-1

The equation of my set is: X(i) = 1.1 * X(i-1) + 10 where X(i) = 10

I want to know how to turn this into a equation into which I hope to insert a value of X(i-50) (for example) and find X(i) or graph on a graphic calculator.

rpgstar
  • 101
  • Perhaps you could give more details. An equation for a set is nonsense. Why do you expect a quadratic? – Michael Burr Mar 27 '18 at 03:25
  • @MichaelBurr each new number is the previous number times 1.1 + 10. sorry if my terminology is incorrect this is a new area for me. – rpgstar Mar 27 '18 at 03:30
  • @MichaelBurr Also the first number is always X(1) = 1 – rpgstar Mar 27 '18 at 03:34
  • I hate to be a stickler for terminology, but if you have the right terms you can make people understand you and search the internet. Sets do not have any order, so the elements do not have indices. Lines are straight, quadratics are not. You have a linear recurrence relation. It is easy to write a spreadsheet to generate the values you want. Presumably the initial condition is $X(1)=10$, not what you wrote in the first line. – Ross Millikan Mar 27 '18 at 03:47

2 Answers2

2

It looks like you are trying to solve a linear difference equation. These are of the form $$x_{n+1}=ax_n+b$$

There are two special cases:

  1. If $a=1$ then $x_n=x_0+nb$
  2. If $b=0$ then $x_n = a^nx_0$

To solve the general case we can transform our original equation into form $2$ by introducing a new set of variables $y_n$ and making a substitution.

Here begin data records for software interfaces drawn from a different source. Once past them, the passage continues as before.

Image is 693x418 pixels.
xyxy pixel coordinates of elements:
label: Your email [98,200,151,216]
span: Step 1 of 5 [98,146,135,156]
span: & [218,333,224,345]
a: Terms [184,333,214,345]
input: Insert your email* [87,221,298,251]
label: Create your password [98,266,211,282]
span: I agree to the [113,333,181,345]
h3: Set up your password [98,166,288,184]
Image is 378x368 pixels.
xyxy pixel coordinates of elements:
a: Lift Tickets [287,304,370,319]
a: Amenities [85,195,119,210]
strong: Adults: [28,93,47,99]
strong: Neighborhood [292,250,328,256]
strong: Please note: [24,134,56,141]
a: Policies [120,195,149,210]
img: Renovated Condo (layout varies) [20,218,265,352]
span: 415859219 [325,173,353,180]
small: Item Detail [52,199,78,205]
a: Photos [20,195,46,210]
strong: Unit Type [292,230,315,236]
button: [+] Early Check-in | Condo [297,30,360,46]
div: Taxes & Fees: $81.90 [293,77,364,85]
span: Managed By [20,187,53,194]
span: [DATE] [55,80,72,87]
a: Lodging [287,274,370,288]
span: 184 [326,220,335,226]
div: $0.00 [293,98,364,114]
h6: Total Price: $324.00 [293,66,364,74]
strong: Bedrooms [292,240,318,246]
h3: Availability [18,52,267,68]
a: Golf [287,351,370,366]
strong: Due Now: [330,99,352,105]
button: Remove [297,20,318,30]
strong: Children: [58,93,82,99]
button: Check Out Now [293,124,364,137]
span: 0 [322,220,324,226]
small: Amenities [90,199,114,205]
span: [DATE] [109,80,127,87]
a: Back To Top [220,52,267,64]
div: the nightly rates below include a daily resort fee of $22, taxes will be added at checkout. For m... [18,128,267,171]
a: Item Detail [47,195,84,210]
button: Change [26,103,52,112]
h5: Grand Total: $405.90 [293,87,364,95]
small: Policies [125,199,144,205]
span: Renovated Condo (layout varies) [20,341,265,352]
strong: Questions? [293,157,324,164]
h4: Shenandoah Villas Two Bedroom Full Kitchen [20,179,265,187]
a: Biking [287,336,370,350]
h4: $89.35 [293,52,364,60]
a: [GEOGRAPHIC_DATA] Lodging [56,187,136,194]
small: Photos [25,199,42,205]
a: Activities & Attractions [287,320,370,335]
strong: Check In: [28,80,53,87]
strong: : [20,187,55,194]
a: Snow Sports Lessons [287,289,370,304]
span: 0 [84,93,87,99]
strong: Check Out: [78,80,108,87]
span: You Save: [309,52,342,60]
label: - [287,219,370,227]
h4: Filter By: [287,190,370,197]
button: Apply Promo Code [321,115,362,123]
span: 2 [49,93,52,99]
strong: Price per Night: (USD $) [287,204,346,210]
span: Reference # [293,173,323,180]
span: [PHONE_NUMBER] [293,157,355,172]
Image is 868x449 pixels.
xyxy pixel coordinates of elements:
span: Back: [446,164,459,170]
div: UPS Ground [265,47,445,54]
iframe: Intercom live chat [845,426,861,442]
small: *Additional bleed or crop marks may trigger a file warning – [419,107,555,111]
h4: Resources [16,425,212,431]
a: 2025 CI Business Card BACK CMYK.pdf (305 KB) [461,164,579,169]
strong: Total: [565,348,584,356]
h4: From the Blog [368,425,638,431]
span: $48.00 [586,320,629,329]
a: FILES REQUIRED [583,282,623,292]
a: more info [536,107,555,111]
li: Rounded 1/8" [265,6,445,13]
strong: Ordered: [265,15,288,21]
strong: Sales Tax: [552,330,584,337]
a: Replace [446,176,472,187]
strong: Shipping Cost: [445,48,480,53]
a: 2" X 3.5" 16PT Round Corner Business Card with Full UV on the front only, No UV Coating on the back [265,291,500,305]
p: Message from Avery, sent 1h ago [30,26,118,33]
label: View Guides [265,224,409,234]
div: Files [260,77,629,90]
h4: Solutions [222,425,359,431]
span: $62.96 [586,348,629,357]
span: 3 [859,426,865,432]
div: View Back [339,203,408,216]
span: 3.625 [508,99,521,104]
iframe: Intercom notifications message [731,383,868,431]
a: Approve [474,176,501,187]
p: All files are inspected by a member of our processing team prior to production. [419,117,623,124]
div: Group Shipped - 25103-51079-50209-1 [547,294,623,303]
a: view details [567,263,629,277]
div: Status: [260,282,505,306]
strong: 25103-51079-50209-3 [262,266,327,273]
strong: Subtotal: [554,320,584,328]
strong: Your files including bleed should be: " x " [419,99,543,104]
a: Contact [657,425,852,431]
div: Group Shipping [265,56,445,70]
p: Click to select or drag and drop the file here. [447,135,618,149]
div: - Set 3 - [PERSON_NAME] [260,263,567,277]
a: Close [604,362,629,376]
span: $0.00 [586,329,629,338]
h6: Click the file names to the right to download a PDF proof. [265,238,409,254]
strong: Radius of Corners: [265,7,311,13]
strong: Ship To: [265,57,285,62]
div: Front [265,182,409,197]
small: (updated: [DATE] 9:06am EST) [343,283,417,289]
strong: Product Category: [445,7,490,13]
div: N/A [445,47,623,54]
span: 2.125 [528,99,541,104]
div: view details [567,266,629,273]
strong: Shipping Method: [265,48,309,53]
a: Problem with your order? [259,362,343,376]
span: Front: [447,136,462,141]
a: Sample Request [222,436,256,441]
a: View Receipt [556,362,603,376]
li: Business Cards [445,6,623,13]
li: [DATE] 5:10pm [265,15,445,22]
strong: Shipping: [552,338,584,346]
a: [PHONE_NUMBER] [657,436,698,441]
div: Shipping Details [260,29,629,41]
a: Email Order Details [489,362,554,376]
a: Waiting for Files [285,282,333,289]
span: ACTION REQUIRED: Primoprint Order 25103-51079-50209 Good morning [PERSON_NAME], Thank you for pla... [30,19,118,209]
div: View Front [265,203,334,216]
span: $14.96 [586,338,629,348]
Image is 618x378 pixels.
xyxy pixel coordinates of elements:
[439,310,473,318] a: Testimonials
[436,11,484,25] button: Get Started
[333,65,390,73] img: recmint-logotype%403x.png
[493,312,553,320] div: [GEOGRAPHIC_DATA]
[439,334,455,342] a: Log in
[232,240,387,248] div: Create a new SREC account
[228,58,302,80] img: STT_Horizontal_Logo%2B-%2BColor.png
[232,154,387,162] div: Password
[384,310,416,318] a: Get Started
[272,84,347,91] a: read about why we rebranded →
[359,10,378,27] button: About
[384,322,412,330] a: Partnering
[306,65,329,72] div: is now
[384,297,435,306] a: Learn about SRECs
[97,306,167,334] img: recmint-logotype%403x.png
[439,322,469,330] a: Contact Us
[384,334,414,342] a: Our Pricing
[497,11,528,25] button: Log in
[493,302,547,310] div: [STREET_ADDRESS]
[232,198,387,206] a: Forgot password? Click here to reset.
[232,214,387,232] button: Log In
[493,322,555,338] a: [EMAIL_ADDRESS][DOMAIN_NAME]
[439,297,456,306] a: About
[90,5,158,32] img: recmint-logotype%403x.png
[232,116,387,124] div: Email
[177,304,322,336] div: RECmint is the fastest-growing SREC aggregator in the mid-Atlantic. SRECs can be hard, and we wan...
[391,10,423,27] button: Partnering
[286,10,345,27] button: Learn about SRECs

For each $n$, let $y_n=x_n-c$ where $c$ is a constant we will set to suit our needs. Note that $c$ is the same for each $n$.

Then $x_{n+1}=ax_n+b$ becomes $y_{n+1}+c = a(y_n+c)+b = ay_n+ac+b$.

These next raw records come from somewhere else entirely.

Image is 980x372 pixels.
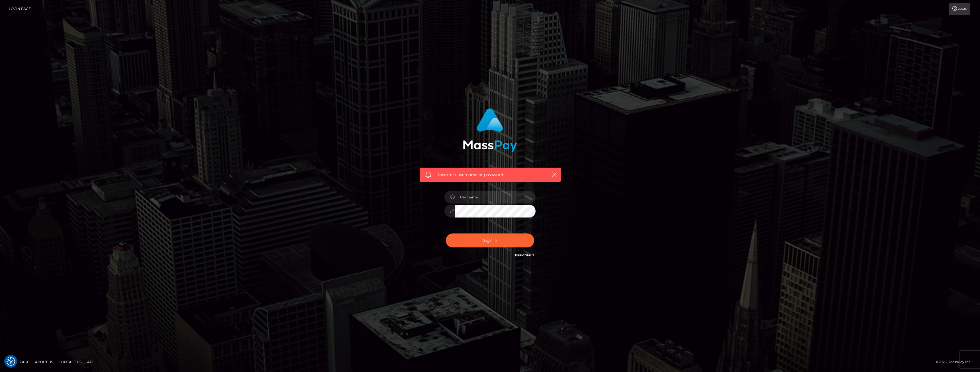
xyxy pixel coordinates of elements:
[455,190,536,204] input: Username...
[57,357,84,366] a: Contact Us
[85,357,96,366] a: API
[446,234,534,247] button: Sign in
[7,357,15,365] button: Consent Preferences
[9,3,31,15] a: Login Page
[7,357,15,365] img: Revisit consent button
[438,172,542,178] span: Incorrect username or password.
[949,3,971,15] a: Login
[33,357,55,366] a: About Us
[936,359,976,365] div: © 2025 , MassPay Inc.
[6,357,32,366] a: Homepage
[463,108,517,152] img: MassPay Login
[515,253,534,256] a: Need Help?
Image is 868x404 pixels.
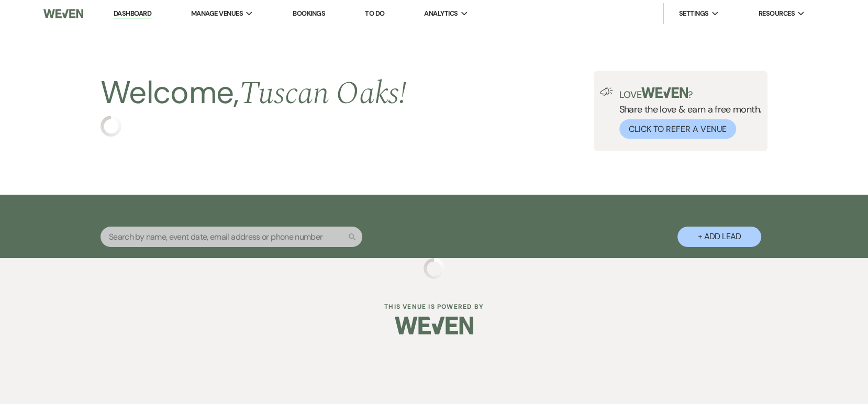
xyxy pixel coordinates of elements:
img: loud-speaker-illustration.svg [600,87,613,96]
a: Dashboard [114,9,151,19]
img: loading spinner [101,116,122,136]
h2: Welcome, [101,70,406,116]
a: To Do [365,9,384,18]
div: Share the love & earn a free month. [613,87,762,139]
button: + Add Lead [678,227,762,247]
img: Weven Logo [43,3,83,25]
img: Weven Logo [395,307,473,344]
span: Tuscan Oaks ! [239,70,406,118]
span: Manage Venues [191,8,243,19]
button: Click to Refer a Venue [619,120,736,139]
a: Bookings [293,9,325,18]
p: Love ? [619,87,762,100]
span: Resources [759,8,795,19]
img: loading spinner [423,258,445,279]
span: Analytics [424,8,458,19]
span: Settings [679,8,709,19]
input: Search by name, event date, email address or phone number [101,227,362,247]
img: weven-logo-green.svg [641,87,688,98]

Here's the trick: Since we are free to set $c$ to be anything we want we will set it so that $c = ac+b\implies c=\frac{b}{1-a}$. Notice that we dealt with the special case $a=1$ above so we can assume $a\ne 1$ so we don't get a division by zero.

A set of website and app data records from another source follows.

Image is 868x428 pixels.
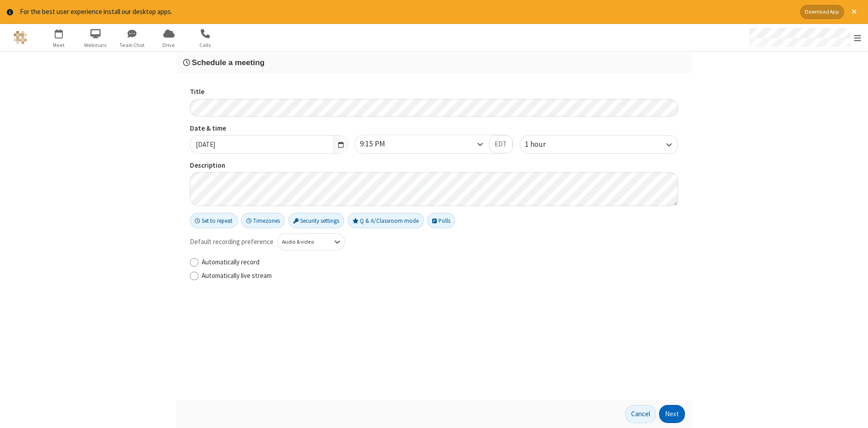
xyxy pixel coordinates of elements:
[42,41,76,49] span: Meet
[191,58,264,67] span: Schedule a meeting
[488,135,512,153] button: EDT
[189,237,274,247] span: Default recording preference
[282,238,324,246] div: Audio & video
[241,213,285,228] button: Timezones
[800,5,844,19] button: Download App
[189,161,678,171] label: Description
[189,41,222,49] span: Calls
[3,24,37,51] button: Logo
[202,271,678,281] label: Automatically live stream
[847,5,861,19] button: Close alert
[189,213,238,228] button: Set to repeat
[189,123,348,134] label: Date & time
[20,6,793,18] div: For the best user experience install our desktop apps.
[625,405,655,423] button: Cancel
[427,213,455,228] button: Polls
[360,139,400,150] div: 9:15 PM
[288,213,344,228] button: Security settings
[348,213,424,228] button: Q & A/Classroom mode
[116,41,149,49] span: Team Chat
[14,31,27,44] img: QA Selenium DO NOT DELETE OR CHANGE
[659,405,685,423] button: Next
[189,87,678,97] label: Title
[152,41,186,49] span: Drive
[202,257,678,267] label: Automatically record
[79,41,113,49] span: Webinars
[740,24,868,51] div: Open menu
[525,139,561,151] div: 1 hour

Now $y_{n+1}+c = ay_n+ac+b$ becomes $y_{n+1}=ay_n\implies y_n=a^ny_0$

Replacing $y_n$ with $x_n-c$ gives $$x_n-c = a^n(x_0-c)$$

Your numbers $a=1.1$, $b=10$ and $x_0 = 1$ give us that $c=\frac{10}{-.1}=-100$ and this gives us $$x_n=(1.1)^n(101) - 100$$

John Douma
  • 11,426
  • 2
  • 23
  • 24
1

You have an inhomogeneous linear recurrence relation. You can generate a table of values in a spreadsheet by making a column for $i$ and a column for $X(i)$, writing the equation into the $X(2)$ square and copying down. You get the below. The spreadsheet will graph it for you as well. John Douma has shown an analytic solution.